The Sea Is Getting Warmer. Will the Shrimp Get Louder?

The ocean is normally a fairly noisy place, with the sounds of happy dolphins, lonely whales and diesel-chugging ships saturating the undersea world. But climate change may turn up the volume on this liquid symphony as warmer sea temperatures boost the volume of noise produced by the small but incredibly loud percussionist in this orchestra: the snapping shrimp.

This crustacean uses its oversize claw as a bubble-forming pistol of sorts, snapping it at more than 210 decibels. That’s louder than a gunshot, which is only 150 decibels. The shrimp uses these bubbles as a kind of sonic weapon to knock out its prey.

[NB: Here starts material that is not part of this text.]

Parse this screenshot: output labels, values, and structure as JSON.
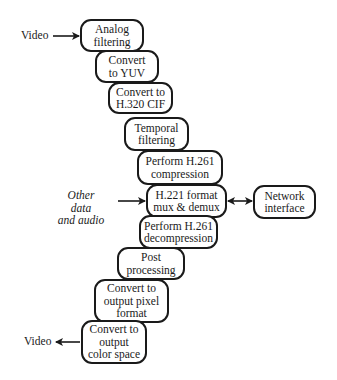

Now, marine scientists have discovered that warmer temperatures make snapping shrimp snap faster and louder, causing potential interference for submarines, fishermen and marine life that need to communicate nearby. “It’s like going to a regular party and then someone turns up the music and the party goes wild,” says Aran Mooney, associate scientist at the Woods Hole Oceanographic Institution who presented his work at the American Geophysical Union conference this month.

That matters, because a loud party in an undersea neighborhood disrupts life for everyone else who lives there. Mooney says fish also use sound to defend territory and to mate, so a noisier habitat could mean lower reproductive rates for some marine species. “An increase in sound could affect both their neighbors as well as marine animals who rely on sound,” Mooney says. “If you increase background noise, you disrupt communication from them.”

Courtesy of Woods Hole Oceanographic Institution

There are more than 300 species of snapping shrimp, and they live in nearly all the world’s tropical regions. Since shrimp are cold-blooded creatures, they respond to conditions around them. As the water warms, so does a shrimp’s metabolism. Mooney listened to shrimp snap their claws in the colder water of North Carolina and compared the rates of snapping to a similar species living in the warmer tropical waters around the US Virgin Islands. He then repeated the experiments with colleagues at a laboratory at Woods Hole, Massachusetts, by taking the North Carolina shrimp and then simulating water temperatures increase to climate change. Mooney boosted temperatures by 2 degree Celsius (3.6 degrees Fahrenheit). In the lab, they found that as the water temperature rose, so did the animals’ snapping rates.

To be sure, this is just one experiment involving one kind of marine animal. But globally, the past ten years have been the warmest on record for Earth’s oceans. As heat is absorbed from the atmosphere, it doesn’t spread out evenly. There are hot spots of above-average heating off the Northeast US and South America, while the waters below Greenland are colder than usual. Heat from the atmosphere also goes to melting ice shelves, evaporating water or directly re-heating the atmosphere, according to a recent report by the National Oceanic and Atmospheric Administration (NOAA).

All told, the world’s oceans have absorbed more than 90 percent of the heat trapped by greenhouse gases from the atmosphere, and are warming 40 percent faster than a United Nations panel of scientists predicted they would just five years ago.

So it’s not just creatures in the tropics that are feeling the effects of a warming—and louder—ocean. So, too, are Arctic marine animals. When wind blows across open water, it creates bubbles and waves that in turn make noise. Arctic sea ice normally forms a protective layer against these environmental sounds, but ice coverage has declined dramatically as the result of atmospheric warming, creating bigger areas and longer periods of open water. Some areas of the Barents Sea now have four more months each year of open water than they did 30 years ago, says Kate Stafford, a senior oceanographer at the University of Washington’s Applied Physics Laboratory.